From: alex@milivojevic.org
Nope. On Windows during login users usually selects domain part from drop-down box (yes, you can type it too if you want).
[ Not that this matters, but ... ]
First off, that's _only_ for the GINA portion, and not always. Unless you take the time to distribute all domains either at the server or client, you won't always see all domains.
Secondly, inside of various apps, credentials are not always passed correctly, which requires the nomenclature. Of course, the application can save the username and other settings in the application itself. E.g., try to login to IIS' FTP server when you have multiple domains. ;-> You'll have to pass the DOMAIN/user nomenclature in many cases.
And usually whatever domain is selected in that drop-down box by default is the correct one for the owner of the particular PC.
[ Again, not that it matters, but ... ]
And the same can be said for applications on a UNIX system with a particular user's login, and their configuration files (and mounted home directory -- you are automounting home directories, yes?).
I'm kinda scratching my head here. I can setup a user's IMAP credentials in various applications (both Windows and UNIX/Linux) to remember their username for the setup, so that is avoided.
I don't see the difference between multiple REALMs and multiple NTDOM/ADSDOMs. If you properly configure the login/apps to remember the user's domain, then it's not an issue.
Anyhow, historically real Unix accounts were used on email servers, so after switch to virtual accounts requirement was that users don't notice the change. Higher authority decided that it would be too complicated for non-technical population to swtich from "username" to "username@REALM".
[ Lastly, also mot that it matters, but ... ]

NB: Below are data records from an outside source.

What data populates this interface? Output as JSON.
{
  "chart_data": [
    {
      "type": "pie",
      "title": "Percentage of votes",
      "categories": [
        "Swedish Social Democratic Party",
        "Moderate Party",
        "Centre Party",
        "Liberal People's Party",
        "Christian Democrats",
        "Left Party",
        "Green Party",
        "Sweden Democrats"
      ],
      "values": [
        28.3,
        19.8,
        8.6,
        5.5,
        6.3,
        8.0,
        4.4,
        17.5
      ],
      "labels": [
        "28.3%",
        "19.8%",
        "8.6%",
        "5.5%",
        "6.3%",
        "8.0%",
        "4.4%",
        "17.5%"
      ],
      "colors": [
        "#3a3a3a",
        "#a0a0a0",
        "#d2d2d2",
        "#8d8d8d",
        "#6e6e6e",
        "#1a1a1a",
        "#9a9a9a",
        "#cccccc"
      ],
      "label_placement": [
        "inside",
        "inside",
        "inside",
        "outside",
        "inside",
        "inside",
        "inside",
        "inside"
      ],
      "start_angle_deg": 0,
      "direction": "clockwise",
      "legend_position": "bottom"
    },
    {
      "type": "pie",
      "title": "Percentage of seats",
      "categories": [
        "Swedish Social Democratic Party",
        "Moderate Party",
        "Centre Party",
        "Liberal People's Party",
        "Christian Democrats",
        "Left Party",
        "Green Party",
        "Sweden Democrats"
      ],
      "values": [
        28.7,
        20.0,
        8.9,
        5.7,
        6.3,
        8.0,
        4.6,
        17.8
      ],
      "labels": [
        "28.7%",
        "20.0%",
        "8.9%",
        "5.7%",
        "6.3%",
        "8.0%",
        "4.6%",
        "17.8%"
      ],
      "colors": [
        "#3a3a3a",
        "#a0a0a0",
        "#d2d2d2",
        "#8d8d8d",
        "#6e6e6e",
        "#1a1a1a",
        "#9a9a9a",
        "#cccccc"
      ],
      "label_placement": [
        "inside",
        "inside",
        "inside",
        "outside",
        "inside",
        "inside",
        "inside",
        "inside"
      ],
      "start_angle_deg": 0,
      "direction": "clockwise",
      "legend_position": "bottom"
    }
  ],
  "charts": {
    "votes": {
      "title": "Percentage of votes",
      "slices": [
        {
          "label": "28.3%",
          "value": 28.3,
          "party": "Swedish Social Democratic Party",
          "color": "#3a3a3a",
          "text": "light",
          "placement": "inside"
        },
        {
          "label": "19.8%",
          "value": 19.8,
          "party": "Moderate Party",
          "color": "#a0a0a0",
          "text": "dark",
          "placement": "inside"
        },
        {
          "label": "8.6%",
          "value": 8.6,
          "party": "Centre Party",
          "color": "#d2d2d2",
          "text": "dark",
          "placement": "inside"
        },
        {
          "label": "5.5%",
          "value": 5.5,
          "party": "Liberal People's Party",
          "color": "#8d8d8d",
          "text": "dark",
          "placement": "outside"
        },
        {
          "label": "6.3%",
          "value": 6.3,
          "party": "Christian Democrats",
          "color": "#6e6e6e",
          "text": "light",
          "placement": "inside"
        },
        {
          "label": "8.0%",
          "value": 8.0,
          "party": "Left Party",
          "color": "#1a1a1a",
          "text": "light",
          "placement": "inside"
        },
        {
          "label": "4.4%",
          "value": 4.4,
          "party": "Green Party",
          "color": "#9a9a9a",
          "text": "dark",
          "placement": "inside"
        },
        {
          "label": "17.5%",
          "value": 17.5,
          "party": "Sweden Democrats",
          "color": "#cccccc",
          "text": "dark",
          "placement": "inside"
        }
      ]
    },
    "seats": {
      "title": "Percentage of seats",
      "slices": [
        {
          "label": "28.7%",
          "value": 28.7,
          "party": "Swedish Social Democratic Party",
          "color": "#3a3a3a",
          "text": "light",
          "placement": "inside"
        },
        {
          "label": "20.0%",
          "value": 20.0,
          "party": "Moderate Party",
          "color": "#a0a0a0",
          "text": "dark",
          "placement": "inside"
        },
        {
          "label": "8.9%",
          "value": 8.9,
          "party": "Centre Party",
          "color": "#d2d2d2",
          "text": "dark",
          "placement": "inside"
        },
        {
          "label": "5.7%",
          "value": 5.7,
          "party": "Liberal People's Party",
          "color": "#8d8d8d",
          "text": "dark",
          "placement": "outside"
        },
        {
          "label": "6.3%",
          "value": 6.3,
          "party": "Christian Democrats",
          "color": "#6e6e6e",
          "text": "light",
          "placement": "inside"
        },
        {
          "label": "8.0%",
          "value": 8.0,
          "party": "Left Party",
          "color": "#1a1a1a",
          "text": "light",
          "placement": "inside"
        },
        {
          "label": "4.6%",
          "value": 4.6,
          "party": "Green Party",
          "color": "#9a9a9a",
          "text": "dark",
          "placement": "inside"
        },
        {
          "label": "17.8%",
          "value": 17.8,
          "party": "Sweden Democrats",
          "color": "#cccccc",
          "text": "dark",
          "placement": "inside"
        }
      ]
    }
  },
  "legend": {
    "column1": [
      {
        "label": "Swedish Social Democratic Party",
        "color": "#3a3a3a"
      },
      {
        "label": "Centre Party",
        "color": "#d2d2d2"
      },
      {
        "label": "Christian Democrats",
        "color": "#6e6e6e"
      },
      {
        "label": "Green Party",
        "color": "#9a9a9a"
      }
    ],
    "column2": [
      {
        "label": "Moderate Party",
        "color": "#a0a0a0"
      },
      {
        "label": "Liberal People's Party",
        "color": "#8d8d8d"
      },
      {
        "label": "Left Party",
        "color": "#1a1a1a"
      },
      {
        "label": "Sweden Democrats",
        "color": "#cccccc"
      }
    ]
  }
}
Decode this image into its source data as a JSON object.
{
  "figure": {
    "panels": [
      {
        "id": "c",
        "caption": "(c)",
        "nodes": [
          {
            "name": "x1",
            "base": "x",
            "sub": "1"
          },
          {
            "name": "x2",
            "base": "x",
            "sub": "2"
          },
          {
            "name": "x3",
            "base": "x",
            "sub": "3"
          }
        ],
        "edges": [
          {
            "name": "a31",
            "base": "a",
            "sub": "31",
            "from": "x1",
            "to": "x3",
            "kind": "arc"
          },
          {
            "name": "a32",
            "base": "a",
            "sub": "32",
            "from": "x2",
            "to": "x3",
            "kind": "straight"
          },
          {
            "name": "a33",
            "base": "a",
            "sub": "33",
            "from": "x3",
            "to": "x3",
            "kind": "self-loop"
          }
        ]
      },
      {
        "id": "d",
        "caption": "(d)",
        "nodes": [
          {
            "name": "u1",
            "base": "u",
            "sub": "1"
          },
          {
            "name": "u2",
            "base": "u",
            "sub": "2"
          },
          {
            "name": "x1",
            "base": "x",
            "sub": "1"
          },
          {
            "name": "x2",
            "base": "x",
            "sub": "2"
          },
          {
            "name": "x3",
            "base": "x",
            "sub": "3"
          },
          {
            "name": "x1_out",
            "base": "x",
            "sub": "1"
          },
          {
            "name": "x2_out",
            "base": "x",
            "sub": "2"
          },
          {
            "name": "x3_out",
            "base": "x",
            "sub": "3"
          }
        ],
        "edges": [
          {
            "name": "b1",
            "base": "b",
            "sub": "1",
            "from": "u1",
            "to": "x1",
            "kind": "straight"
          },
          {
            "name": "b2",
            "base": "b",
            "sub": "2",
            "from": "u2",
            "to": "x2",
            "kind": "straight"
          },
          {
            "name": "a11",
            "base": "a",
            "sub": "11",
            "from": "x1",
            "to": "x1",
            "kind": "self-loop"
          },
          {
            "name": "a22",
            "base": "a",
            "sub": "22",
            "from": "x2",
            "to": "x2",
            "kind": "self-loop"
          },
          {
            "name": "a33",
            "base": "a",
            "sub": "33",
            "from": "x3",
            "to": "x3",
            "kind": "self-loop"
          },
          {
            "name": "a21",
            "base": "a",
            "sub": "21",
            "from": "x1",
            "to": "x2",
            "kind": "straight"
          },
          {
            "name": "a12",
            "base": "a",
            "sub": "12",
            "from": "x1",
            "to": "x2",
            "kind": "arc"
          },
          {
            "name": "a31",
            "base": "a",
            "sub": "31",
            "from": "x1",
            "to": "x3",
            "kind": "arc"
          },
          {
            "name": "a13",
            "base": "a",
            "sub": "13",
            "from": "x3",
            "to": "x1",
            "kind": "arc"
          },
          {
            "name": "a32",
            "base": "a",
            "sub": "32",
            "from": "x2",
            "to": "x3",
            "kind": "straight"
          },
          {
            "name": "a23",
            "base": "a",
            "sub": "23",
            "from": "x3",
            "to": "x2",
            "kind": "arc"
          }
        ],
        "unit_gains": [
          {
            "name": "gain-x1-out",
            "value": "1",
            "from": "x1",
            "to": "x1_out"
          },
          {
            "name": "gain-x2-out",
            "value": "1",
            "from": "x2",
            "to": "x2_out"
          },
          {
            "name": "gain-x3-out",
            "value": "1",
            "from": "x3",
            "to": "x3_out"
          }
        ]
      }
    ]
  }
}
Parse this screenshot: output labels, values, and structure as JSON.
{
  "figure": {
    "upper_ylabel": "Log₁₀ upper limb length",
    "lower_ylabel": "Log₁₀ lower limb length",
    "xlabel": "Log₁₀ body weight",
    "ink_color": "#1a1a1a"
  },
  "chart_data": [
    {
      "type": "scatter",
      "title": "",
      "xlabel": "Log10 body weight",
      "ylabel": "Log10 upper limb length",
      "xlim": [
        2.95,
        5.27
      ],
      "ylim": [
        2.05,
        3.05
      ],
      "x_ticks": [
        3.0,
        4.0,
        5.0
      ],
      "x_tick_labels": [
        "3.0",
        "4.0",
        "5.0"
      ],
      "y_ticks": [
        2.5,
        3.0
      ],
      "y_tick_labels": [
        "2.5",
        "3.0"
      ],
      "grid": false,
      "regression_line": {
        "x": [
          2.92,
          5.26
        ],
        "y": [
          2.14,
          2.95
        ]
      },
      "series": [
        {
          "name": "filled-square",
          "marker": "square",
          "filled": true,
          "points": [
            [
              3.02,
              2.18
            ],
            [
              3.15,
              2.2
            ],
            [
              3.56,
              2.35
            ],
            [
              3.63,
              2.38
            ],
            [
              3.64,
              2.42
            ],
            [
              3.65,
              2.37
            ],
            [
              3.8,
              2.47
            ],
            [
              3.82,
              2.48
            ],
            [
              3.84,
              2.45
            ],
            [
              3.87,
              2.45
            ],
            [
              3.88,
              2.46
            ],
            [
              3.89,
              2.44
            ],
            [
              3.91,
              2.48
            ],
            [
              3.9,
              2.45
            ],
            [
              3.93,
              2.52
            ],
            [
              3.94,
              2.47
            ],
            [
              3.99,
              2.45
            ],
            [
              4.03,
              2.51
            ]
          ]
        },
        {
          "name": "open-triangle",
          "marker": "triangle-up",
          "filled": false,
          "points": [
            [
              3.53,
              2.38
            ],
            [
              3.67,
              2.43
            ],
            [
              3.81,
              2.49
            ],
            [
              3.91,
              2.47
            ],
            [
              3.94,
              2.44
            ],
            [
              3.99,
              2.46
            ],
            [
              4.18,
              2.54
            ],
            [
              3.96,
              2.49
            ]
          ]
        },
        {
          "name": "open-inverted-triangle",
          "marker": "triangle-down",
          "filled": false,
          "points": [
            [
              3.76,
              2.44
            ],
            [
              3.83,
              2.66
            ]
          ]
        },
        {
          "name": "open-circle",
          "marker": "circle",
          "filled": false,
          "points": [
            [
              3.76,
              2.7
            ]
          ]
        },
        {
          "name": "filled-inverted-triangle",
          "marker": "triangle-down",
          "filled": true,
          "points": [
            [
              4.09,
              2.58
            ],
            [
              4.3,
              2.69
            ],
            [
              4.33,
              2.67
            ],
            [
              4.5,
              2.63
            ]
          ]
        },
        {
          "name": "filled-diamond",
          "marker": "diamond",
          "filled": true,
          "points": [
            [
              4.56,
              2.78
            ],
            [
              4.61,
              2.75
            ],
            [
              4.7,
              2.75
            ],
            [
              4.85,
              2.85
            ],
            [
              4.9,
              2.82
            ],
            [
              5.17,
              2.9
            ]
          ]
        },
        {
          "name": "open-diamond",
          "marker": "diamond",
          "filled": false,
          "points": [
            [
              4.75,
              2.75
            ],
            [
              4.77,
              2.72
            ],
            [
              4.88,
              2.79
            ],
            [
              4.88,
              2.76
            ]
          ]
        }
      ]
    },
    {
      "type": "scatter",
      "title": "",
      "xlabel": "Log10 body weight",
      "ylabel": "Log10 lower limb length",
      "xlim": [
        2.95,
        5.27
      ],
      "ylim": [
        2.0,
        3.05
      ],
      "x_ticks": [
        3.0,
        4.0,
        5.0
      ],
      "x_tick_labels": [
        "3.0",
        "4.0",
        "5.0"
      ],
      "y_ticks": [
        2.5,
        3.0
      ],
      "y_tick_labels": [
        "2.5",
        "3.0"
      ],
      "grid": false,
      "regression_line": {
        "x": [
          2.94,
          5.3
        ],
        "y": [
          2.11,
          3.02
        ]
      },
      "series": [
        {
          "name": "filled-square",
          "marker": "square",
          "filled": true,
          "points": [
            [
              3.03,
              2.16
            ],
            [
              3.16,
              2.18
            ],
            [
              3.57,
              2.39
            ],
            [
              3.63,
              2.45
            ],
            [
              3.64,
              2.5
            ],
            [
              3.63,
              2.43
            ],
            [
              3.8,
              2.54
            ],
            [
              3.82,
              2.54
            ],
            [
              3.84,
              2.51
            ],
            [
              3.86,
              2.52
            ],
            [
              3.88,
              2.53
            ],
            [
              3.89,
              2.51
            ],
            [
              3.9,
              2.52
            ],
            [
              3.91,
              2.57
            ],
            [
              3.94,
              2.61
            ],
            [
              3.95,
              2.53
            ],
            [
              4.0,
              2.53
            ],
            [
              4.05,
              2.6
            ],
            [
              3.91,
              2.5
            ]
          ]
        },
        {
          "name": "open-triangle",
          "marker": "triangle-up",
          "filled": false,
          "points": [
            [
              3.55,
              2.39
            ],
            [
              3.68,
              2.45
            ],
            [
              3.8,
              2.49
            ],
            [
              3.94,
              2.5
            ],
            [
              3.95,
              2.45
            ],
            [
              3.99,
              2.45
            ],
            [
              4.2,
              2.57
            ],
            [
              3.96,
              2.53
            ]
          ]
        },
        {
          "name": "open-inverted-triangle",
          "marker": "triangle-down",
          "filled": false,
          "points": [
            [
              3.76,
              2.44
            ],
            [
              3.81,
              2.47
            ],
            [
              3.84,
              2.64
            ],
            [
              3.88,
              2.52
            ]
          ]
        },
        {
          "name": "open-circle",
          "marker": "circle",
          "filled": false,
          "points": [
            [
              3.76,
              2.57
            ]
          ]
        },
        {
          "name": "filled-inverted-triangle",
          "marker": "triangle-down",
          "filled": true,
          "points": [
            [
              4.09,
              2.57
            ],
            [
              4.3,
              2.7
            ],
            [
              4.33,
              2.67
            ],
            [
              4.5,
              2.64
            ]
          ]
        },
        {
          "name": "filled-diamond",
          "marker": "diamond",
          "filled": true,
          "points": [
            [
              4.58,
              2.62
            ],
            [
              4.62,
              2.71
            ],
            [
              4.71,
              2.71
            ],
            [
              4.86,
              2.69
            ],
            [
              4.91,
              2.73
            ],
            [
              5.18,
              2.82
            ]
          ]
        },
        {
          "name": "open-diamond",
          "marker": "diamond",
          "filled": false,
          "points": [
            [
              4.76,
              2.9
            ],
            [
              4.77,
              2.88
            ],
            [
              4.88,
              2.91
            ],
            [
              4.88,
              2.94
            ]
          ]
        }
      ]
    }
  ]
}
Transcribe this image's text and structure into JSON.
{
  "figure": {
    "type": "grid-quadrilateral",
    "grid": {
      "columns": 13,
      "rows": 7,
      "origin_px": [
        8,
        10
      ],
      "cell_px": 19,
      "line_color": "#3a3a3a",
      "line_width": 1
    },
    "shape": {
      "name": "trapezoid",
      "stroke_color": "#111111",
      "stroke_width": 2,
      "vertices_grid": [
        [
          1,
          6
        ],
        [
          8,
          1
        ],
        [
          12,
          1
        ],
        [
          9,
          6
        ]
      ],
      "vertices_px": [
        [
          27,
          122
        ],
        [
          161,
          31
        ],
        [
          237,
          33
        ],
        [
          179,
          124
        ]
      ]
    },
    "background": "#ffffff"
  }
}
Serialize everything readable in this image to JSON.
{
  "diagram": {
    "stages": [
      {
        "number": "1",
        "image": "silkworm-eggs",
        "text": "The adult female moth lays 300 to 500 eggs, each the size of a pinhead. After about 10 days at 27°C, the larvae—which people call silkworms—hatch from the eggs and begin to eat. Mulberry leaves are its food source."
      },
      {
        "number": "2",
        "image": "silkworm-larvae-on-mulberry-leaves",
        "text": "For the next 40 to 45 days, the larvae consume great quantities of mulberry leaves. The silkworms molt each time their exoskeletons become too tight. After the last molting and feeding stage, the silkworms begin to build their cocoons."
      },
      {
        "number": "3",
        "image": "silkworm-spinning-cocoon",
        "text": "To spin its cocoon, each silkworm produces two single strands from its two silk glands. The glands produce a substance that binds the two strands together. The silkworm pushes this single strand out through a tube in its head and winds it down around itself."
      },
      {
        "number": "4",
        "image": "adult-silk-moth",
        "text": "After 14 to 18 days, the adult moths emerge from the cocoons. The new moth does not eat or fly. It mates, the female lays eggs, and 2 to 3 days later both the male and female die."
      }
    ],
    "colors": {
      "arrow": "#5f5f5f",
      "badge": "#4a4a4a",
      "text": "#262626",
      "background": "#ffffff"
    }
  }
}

What are you using multiple REALMs for anyway if everyone was under a "real UNIX" account before?
NOW WHAT MATTERS ...
_Please_ read up on how NsDS works. It's _extremely_ "enterprise class" and much more capable than OpenLDAP, which was more of an "open framework" of different capabilities (not always well integrated).
http://www.redhat.com/docs/manuals/dir-server/ag/ssl.htm
"Netscape Directory Server Administrators Guide Chapter 11 ... Configuring Kerberos Kerberos v5 must be deployed on your system to utilize the GSS-API mechanism for SASL authentication ... ... Realms A realm is a set of users and the authentication methods for those users to access the realm. A realm resembles a fully-qualified domain name and can be distributed across either a single server or a single domain across multiple machines. A single server instance can also support multiple realms. Realms are used by the server to associate the DN of the client in the following form, which looks like an LDAP URL:
uid=<user_name/[server_instance]>,cn=realm,cn=mechanism,cn=auth "
Is that more of what you were looking for? How to put the Realm in the uid?